Friday, April 16, 2010

One of my current research projects is the life of Emily Lamb, Lady Cowper, later Lady Palmerson. Below, her portrait by Sit Thomas Lawrence.
Emily was painted about 1805, either just before or after her wedding to Peter, Earl Cowper.

A few years later, she was painted by William Owen.


Emily grew up with her parents, brothers and sister in Melbourne House, in Whitehall, directly south of Horse Guards.


The Melbourne family's country home was Brocket Hall in Hertfordshire.


They also spent some time at Melbourne Hall, in Yorkshire?


Emily's mother was Elizabeth Milbanke, Viscountess Melbourne.  She was a social leader in London and close friend of the Duchess of Devonshire.

This popular print of the day showed Lady Melbourne, the Duchess of Devonshire and Mrs. Damer as the three witches in MacBeth, a reference to their alleged manipulation of London society and their 'meddling' in politics.


Though all her children were accepted as her husband's, it was widely believed that Emily and her brother William, the future Prime Minister, were sired by Lord Egremont.

William had a very strange marriage with Laldy Caroline Ponsonby, daughter of the Earl of Bessborough and Harriet Spencer Ponsonby, sister of Georgiana Duchess of Devonshire.

Lady Caroline Lamb was a flighty sprite who had several affairs, most scandalously with Lord Byron, for whom she had a passion beyond explanation.

No matter what Caro did, William forgave her and they defied Emily's efforts -- along with many others -- to separate them. Caro died at Brocket in 1828 and she is buried at St. Ethelreda's Church in Hatfield.


Not long after Caro died, William's father (1st Viscount Melbourne) died and William became Lord Melbourne, by which title he was known when he became Prime Minister.


  When Emily married she became the Countess Cowper and presided over a home in Gorge's St. near Hanover Square and the country estate of Panshanger, now demolished, which was not far from Brocket in Hertfordshire.  The Cowper family had an amazing collection of art including two Raphael Madonnas, both now in the National Gallery, Washington, D.C.






Although Emily and Lord Cowper had five chilren, she was devoteed to her long time lover Harry, Viscount Palmerston.


Lord Palmerston, who inherited his title at age 18??, was truly a lady's man, known as Cupid in London Society. But he truly loved Emily and she loved him. They married two years after the death of Lord Cowper.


▶ **TASK INSTRUCTIONS**:
Your task is to tally the lines of the listing containing the word "Filters" and report the figure alone.

▶ **RECORDS**:
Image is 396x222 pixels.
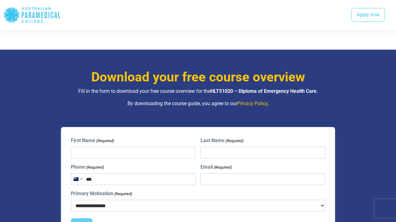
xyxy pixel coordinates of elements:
[71,190,132,198] label: Primary Motivation
[86,165,104,171] span: (Required)
[213,165,232,171] span: (Required)
[225,138,244,144] span: (Required)
[33,88,363,95] p: Fill in the form to download your free course overview for the .
[210,88,316,94] strong: HLT51020 – Diploma of Emergency Health Care
[71,164,104,171] label: Phone
[351,8,384,22] a: Apply now
[33,100,363,108] p: By downloading the course guide, you agree to our .
[33,70,363,85] h3: Download your free course overview
[237,101,267,107] a: Privacy Policy
[71,174,84,185] button: Selected country
[114,191,132,197] span: (Required)
[200,164,231,171] label: Email
[96,138,114,144] span: (Required)
[200,137,243,145] label: Last Name
[4,5,61,25] div: Australian Paramedical College
[71,137,114,145] label: First Name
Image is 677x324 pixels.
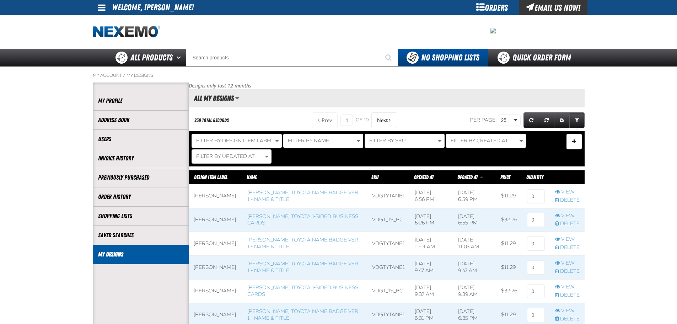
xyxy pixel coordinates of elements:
[421,53,480,63] span: No Shopping Lists
[555,197,580,204] a: Delete row action
[414,174,434,180] a: Created At
[555,316,580,322] a: Delete row action
[93,26,160,38] a: Home
[192,149,272,164] button: Filter By Updated At
[453,184,497,208] td: [DATE] 6:59 PM
[410,232,453,256] td: [DATE] 11:01 AM
[192,134,282,148] button: Filter By Design Item Label
[410,184,453,208] td: [DATE] 6:56 PM
[98,135,183,143] a: Users
[189,94,234,102] h2: All My Designs
[488,49,584,66] a: Quick Order Form
[247,308,360,321] a: [PERSON_NAME] Toyota Name Badge Ver. 1 - Name & Title
[189,279,242,303] td: [PERSON_NAME]
[377,117,388,123] span: Next Page
[189,184,242,208] td: [PERSON_NAME]
[527,260,545,274] input: 0
[555,308,580,314] a: View row action
[98,212,183,220] a: Shopping Lists
[369,138,406,144] span: Filter By SKU
[189,82,585,89] p: Designs only last 12 months
[247,213,358,226] a: [PERSON_NAME] Toyota 1-sided Business Cards
[98,154,183,162] a: Invoice History
[490,28,496,33] img: 2478c7e4e0811ca5ea97a8c95d68d55a.jpeg
[451,138,508,144] span: Filter By Created At
[539,112,555,128] a: Reset grid action
[501,174,510,180] span: Price
[527,189,545,203] input: 0
[98,97,183,105] a: My Profile
[526,174,544,180] span: Quantity
[123,73,125,78] span: /
[98,116,183,124] a: Address Book
[555,244,580,251] a: Delete row action
[496,232,522,256] td: $11.29
[527,213,545,227] input: 0
[189,208,242,232] td: [PERSON_NAME]
[501,117,513,124] span: 25
[93,73,585,78] nav: Breadcrumbs
[98,193,183,201] a: Order History
[496,256,522,279] td: $11.29
[496,184,522,208] td: $11.29
[555,220,580,227] a: Delete row action
[186,49,398,66] input: Search
[470,117,497,123] span: Per page:
[453,279,497,303] td: [DATE] 9:39 AM
[572,141,576,143] span: Manage Filters
[567,134,582,149] button: Expand or Collapse Filter Management drop-down
[367,279,410,303] td: VDGT_1S_BC
[98,231,183,239] a: Saved Searches
[555,236,580,243] a: View row action
[371,174,379,180] a: SKU
[194,117,229,124] div: 239 total records
[555,284,580,290] a: View row action
[341,114,353,126] input: Current page number
[527,236,545,251] input: 0
[127,73,153,78] a: My Designs
[247,189,360,202] a: [PERSON_NAME] Toyota Name Badge Ver. 1 - Name & Title
[410,208,453,232] td: [DATE] 6:26 PM
[458,174,478,180] span: Updated At
[458,174,479,180] a: Updated At
[93,73,122,78] a: My Account
[555,260,580,267] a: View row action
[453,256,497,279] td: [DATE] 9:47 AM
[196,138,273,144] span: Filter By Design Item Label
[174,49,186,66] button: Open All Products pages
[288,138,329,144] span: Filter By Name
[356,117,369,123] span: of 10
[367,232,410,256] td: VDGTYTANB1
[524,112,539,128] a: Refresh grid action
[194,174,228,180] a: Design Item Label
[555,213,580,219] a: View row action
[247,174,257,180] a: Name
[410,279,453,303] td: [DATE] 9:37 AM
[446,134,526,148] button: Filter By Created At
[453,208,497,232] td: [DATE] 6:55 PM
[570,112,585,128] a: Expand or Collapse Grid Filters
[527,308,545,322] input: 0
[247,284,358,297] a: [PERSON_NAME] Toyota 1-sided Business Cards
[371,112,397,128] button: Next Page
[196,153,255,159] span: Filter By Updated At
[496,208,522,232] td: $32.26
[410,256,453,279] td: [DATE] 9:47 AM
[98,250,183,258] a: My Designs
[283,134,363,148] button: Filter By Name
[380,49,398,66] button: Start Searching
[555,268,580,275] a: Delete row action
[527,284,545,298] input: 0
[130,51,173,64] span: All Products
[367,256,410,279] td: VDGTYTANB1
[235,92,240,104] button: Manage grid views. Current view is All My Designs
[247,261,360,273] a: [PERSON_NAME] Toyota Name Badge Ver. 1 - Name & Title
[365,134,445,148] button: Filter By SKU
[189,232,242,256] td: [PERSON_NAME]
[189,256,242,279] td: [PERSON_NAME]
[98,173,183,182] a: Previously Purchased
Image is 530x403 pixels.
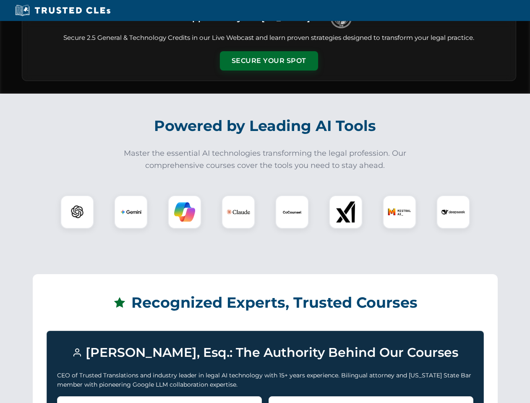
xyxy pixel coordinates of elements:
[174,201,195,222] img: Copilot Logo
[329,195,362,229] div: xAI
[281,201,302,222] img: CoCounsel Logo
[65,200,89,224] img: ChatGPT Logo
[221,195,255,229] div: Claude
[118,147,412,172] p: Master the essential AI technologies transforming the legal profession. Our comprehensive courses...
[226,200,250,223] img: Claude Logo
[114,195,148,229] div: Gemini
[120,201,141,222] img: Gemini Logo
[33,111,497,140] h2: Powered by Leading AI Tools
[57,370,473,389] p: CEO of Trusted Translations and industry leader in legal AI technology with 15+ years experience....
[168,195,201,229] div: Copilot
[60,195,94,229] div: ChatGPT
[382,195,416,229] div: Mistral AI
[47,288,483,317] h2: Recognized Experts, Trusted Courses
[57,341,473,364] h3: [PERSON_NAME], Esq.: The Authority Behind Our Courses
[335,201,356,222] img: xAI Logo
[32,33,505,43] p: Secure 2.5 General & Technology Credits in our Live Webcast and learn proven strategies designed ...
[275,195,309,229] div: CoCounsel
[220,51,318,70] button: Secure Your Spot
[441,200,465,223] img: DeepSeek Logo
[387,200,411,223] img: Mistral AI Logo
[436,195,470,229] div: DeepSeek
[13,4,113,17] img: Trusted CLEs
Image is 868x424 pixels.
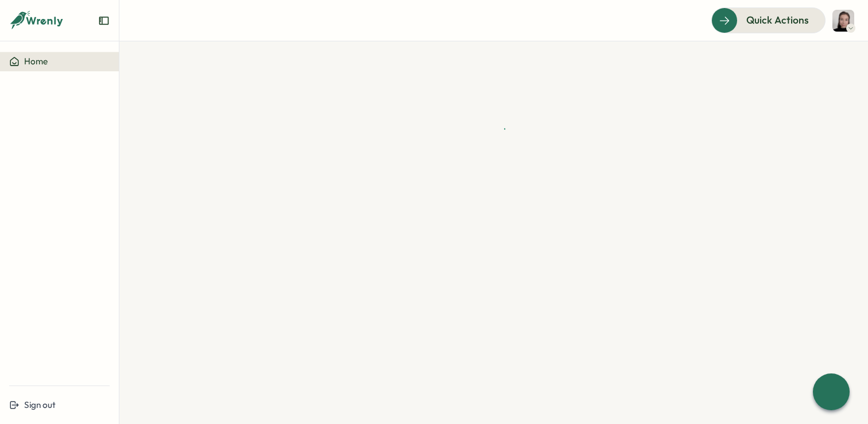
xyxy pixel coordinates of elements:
span: Home [24,56,47,67]
span: Sign out [24,399,56,410]
button: Quick Actions [711,8,826,33]
button: Expand sidebar [98,15,109,27]
img: Maris Raudlam [832,9,854,32]
span: Quick Actions [746,13,809,28]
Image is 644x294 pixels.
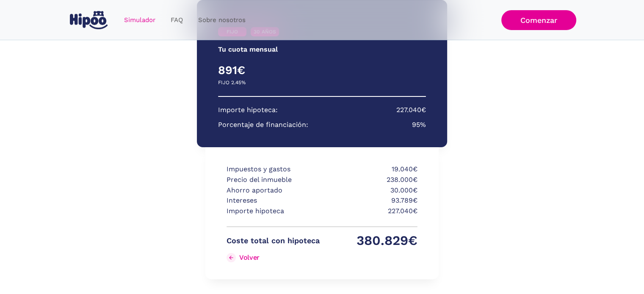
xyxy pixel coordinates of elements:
p: 380.829€ [325,235,418,247]
p: 19.040€ [325,164,418,175]
p: Importe hipoteca: [218,105,278,116]
p: Precio del inmueble [227,175,320,185]
div: Volver [239,253,259,262]
p: 93.789€ [325,195,418,206]
h4: 891€ [218,63,322,78]
p: Intereses [227,195,320,206]
p: 30.000€ [325,185,418,195]
p: FIJO 2.45% [218,78,246,88]
a: FAQ [163,11,191,28]
a: Sobre nosotros [191,11,254,28]
p: 238.000€ [325,175,418,185]
p: 227.040€ [396,105,426,116]
p: Ahorro aportado [227,185,320,195]
p: 227.040€ [325,206,418,216]
p: 95% [412,119,426,130]
p: Impuestos y gastos [227,164,320,175]
p: Coste total con hipoteca [227,235,320,247]
p: Importe hipoteca [227,206,320,216]
a: home [68,8,109,32]
a: Volver [227,250,320,265]
a: Simulador [117,11,163,28]
p: Porcentaje de financiación: [218,119,309,130]
a: Comenzar [502,10,577,30]
p: Tu cuota mensual [218,45,278,55]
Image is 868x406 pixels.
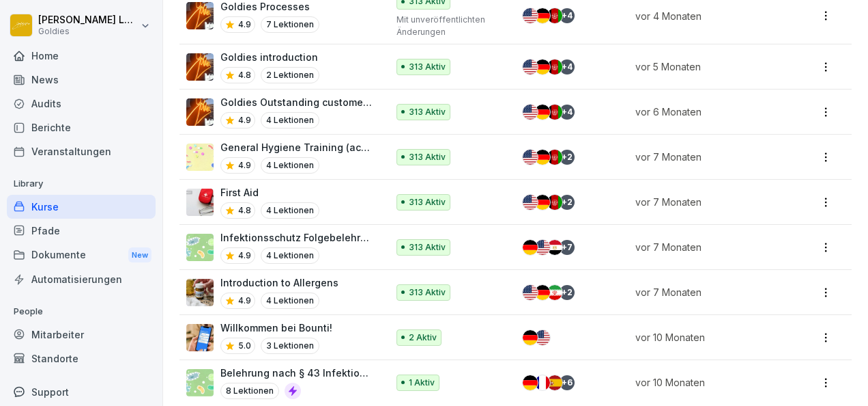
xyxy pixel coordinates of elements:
p: 4 Lektionen [261,112,320,129]
img: p739flnsdh8gpse8zjqpm4at.png [186,99,213,126]
a: Veranstaltungen [7,139,155,163]
p: People [7,301,155,322]
p: 4.9 [238,18,251,31]
p: 5.0 [238,339,251,352]
div: + 7 [559,240,574,255]
a: Pfade [7,218,155,243]
p: 4.9 [238,295,251,306]
img: af.svg [547,59,562,74]
p: 8 Lektionen [220,383,279,399]
p: Infektionsschutz Folgebelehrung (nach §43 IfSG) [220,230,373,245]
p: 3 Lektionen [261,337,320,354]
p: 7 Lektionen [261,16,320,33]
p: Goldies introduction [220,50,320,64]
div: + 2 [559,285,574,300]
div: + 2 [559,150,574,164]
a: Mitarbeiter [7,322,155,346]
img: de.svg [522,330,538,345]
img: dxikevl05c274fqjcx4fmktu.png [186,278,213,306]
div: + 4 [559,104,574,120]
img: rd8noi9myd5hshrmayjayi2t.png [186,143,213,171]
div: New [128,247,152,263]
p: 313 Aktiv [408,151,445,163]
div: + 2 [559,194,574,210]
p: Introduction to Allergens [220,276,338,290]
img: tgff07aey9ahi6f4hltuk21p.png [186,234,213,261]
p: [PERSON_NAME] Loska [39,14,138,26]
img: af.svg [547,150,562,164]
p: Goldies [39,27,138,36]
img: us.svg [522,8,538,23]
a: News [7,68,155,92]
p: vor 10 Monaten [635,375,779,390]
p: Mit unveröffentlichten Änderungen [396,14,499,39]
p: Goldies Outstanding customer service [220,95,373,109]
p: 2 Lektionen [261,67,320,83]
img: us.svg [522,285,538,300]
p: vor 5 Monaten [635,59,779,73]
a: Home [7,44,155,68]
p: 4.9 [238,114,251,127]
img: af.svg [547,8,562,23]
div: Berichte [7,115,155,139]
p: 4.9 [238,249,251,262]
p: 4 Lektionen [261,292,320,308]
img: af.svg [547,194,562,210]
a: Kurse [7,194,155,218]
img: us.svg [535,330,549,345]
p: vor 7 Monaten [635,240,779,254]
a: Standorte [7,346,155,370]
p: vor 7 Monaten [635,285,779,299]
img: us.svg [522,194,538,210]
p: 1 Aktiv [408,376,434,389]
img: eg.svg [547,240,562,255]
p: 313 Aktiv [408,196,445,208]
img: de.svg [535,150,549,164]
p: 313 Aktiv [408,241,445,253]
img: fr.svg [535,375,549,390]
img: ir.svg [547,285,562,300]
img: us.svg [535,240,549,255]
div: Dokumente [7,243,155,268]
p: 4.8 [238,69,251,81]
img: af.svg [547,104,562,120]
img: de.svg [535,285,549,300]
p: vor 4 Monaten [635,9,779,23]
p: 4 Lektionen [261,247,320,264]
p: vor 10 Monaten [635,330,779,344]
div: Support [7,380,155,404]
img: us.svg [522,59,538,74]
p: Willkommen bei Bounti! [220,320,332,334]
p: vor 7 Monaten [635,194,779,209]
p: 4 Lektionen [261,202,320,218]
p: General Hygiene Training (acc LHMV §4) [220,140,373,155]
img: de.svg [535,194,549,210]
img: ovcsqbf2ewum2utvc3o527vw.png [186,188,213,216]
img: xgfduithoxxyhirrlmyo7nin.png [186,324,213,351]
div: + 4 [559,59,574,74]
img: de.svg [535,8,549,23]
img: de.svg [535,104,549,120]
img: es.svg [547,375,562,390]
p: 2 Aktiv [408,332,436,343]
div: + 6 [559,375,574,390]
img: dstmp2epwm636xymg8o1eqib.png [186,2,213,29]
img: de.svg [522,240,538,255]
a: Audits [7,92,155,115]
p: vor 7 Monaten [635,150,779,164]
img: us.svg [522,104,538,120]
p: vor 6 Monaten [635,104,779,119]
img: xhwwoh3j1t8jhueqc8254ve9.png [186,53,213,80]
a: Automatisierungen [7,267,155,291]
p: 313 Aktiv [408,286,445,299]
p: 313 Aktiv [408,106,445,118]
p: Belehrung nach § 43 Infektionsschutzgesetz (IfSG) [220,365,373,380]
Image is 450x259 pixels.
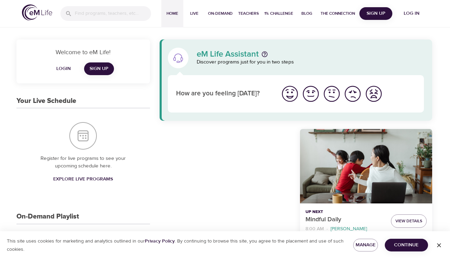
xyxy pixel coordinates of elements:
img: bad [343,84,362,103]
span: Live [186,10,202,17]
a: Sign Up [84,62,114,75]
button: Login [52,62,74,75]
img: eM Life Assistant [173,52,184,63]
button: Mindful Daily [300,129,432,203]
nav: breadcrumb [305,224,385,234]
span: Home [164,10,180,17]
span: Explore Live Programs [53,175,113,184]
img: Your Live Schedule [69,122,97,150]
span: Log in [398,9,425,18]
a: Privacy Policy [145,238,175,244]
a: Explore Live Programs [50,173,116,186]
span: The Connection [320,10,355,17]
p: 8:00 AM [305,225,324,233]
span: Sign Up [362,9,389,18]
button: Sign Up [359,7,392,20]
span: Manage [359,241,372,249]
p: Mindful Daily [305,215,385,224]
img: worst [364,84,383,103]
span: 1% Challenge [264,10,293,17]
span: View Details [395,218,422,225]
h3: Your Live Schedule [16,97,76,105]
p: eM Life Assistant [197,50,259,58]
button: I'm feeling worst [363,83,384,104]
img: great [280,84,299,103]
button: I'm feeling great [279,83,300,104]
p: Welcome to eM Life! [25,48,142,57]
button: I'm feeling bad [342,83,363,104]
h3: On-Demand Playlist [16,213,79,221]
span: Sign Up [90,65,108,73]
li: · [326,224,328,234]
p: [PERSON_NAME] [330,225,367,233]
button: View Details [391,214,426,228]
input: Find programs, teachers, etc... [75,6,151,21]
p: Discover programs just for you in two steps [197,58,424,66]
p: Up Next [305,209,385,215]
span: Continue [390,241,422,249]
button: Log in [395,7,428,20]
button: I'm feeling ok [321,83,342,104]
p: How are you feeling [DATE]? [176,89,271,99]
button: Manage [353,239,378,251]
img: good [301,84,320,103]
span: Blog [298,10,315,17]
img: ok [322,84,341,103]
span: Teachers [238,10,259,17]
span: On-Demand [208,10,233,17]
p: Register for live programs to see your upcoming schedule here. [30,155,136,170]
button: Continue [385,239,428,251]
button: I'm feeling good [300,83,321,104]
img: logo [22,4,52,21]
span: Login [55,65,72,73]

▶ **ANSWER SECTION**:
2